Yes, and my point was that it's important to maintain the
separation, at least implicitly, in any new design.  I think this
point was obvious to the people concerned before I even mentioned
it, so there's no need to rehash it, but the designers of certain
other operating systems seem to have missed it.

> > The present buffer cache may be too limited for
> > the massive number of dependencies softupdates needs to track for
> > FS-intensive loads, but we also don't want lots of accumulated dirty
> > buffers from heavy FS activity to force application data out of memory.
> 
> This basically says that you need to stall dependency memory
> allocation at a high watermark, and force the update clock to
> tick until the problem is eliminated.  The acceleration of the
> update clock that takes place today is insufficient for this:
> you need to force the tick, wait for the completion, and force
> the next tick, etc., until you get back to your low water mark.
> If you just accelerate the clock, the hysteresis will keep you
> in a constant state of thrashing.

Last year I was saying something similar to what you just said,
before Kirk convinced me that I was wrong.  ;-)  The main problem
isn't metastability or the lack of deadlock detection, it's that
some workloads reasonably require more dependency tracking than
the buffer cache can accomodate.  At present, we can't track more
than about 50 directories in the buffer cache.

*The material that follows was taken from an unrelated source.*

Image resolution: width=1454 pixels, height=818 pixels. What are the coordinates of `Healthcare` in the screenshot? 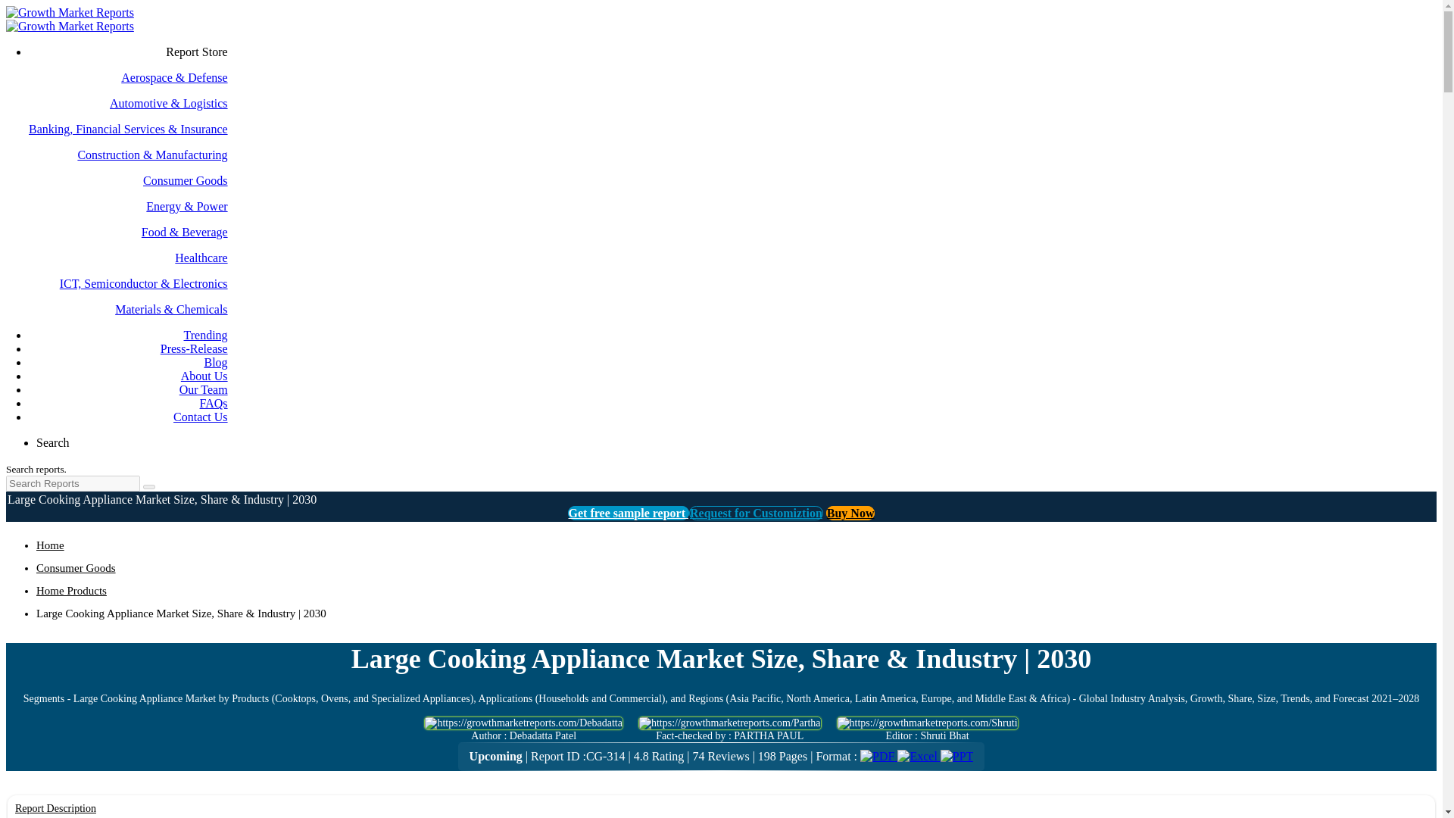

Still, the opposite problem of allowing the accumulation of many
dependencies that have to be written anyway concerns me.  I guess
that's where a clever flushing algorithm comes in.  [1] points out
that Solaris 2.6 and 7 had a clever balancing algorithm between
the FS and VM caches, too, but that wound up being tossed out in
favor of a separate FS metadata cache in Solaris 8.  But Solaris
doesn't do softupdates, so it doesn't have a tradeoff between
memory pressure and effective dependency tracking.  So I don't know
what the right answer is for FreeBSD.

> > The original buffer cache design is untenable largely because
> > Dyson wanted to maintain compatibility with existing FS
> > interfaces.
> 
> At the time, the problem was that the vmobject_t's were not
> reference counted, and allowed to be aliased.  [...]

You're describing a separate problem from the one I'm thinking of,
but probably also a valid one.  My knowledge of BSD doesn't extend
back that far.


[1] Mauro and McDougall.  Solaris Internals: Core Kernel
    Architecture, Prentice Hall (2001).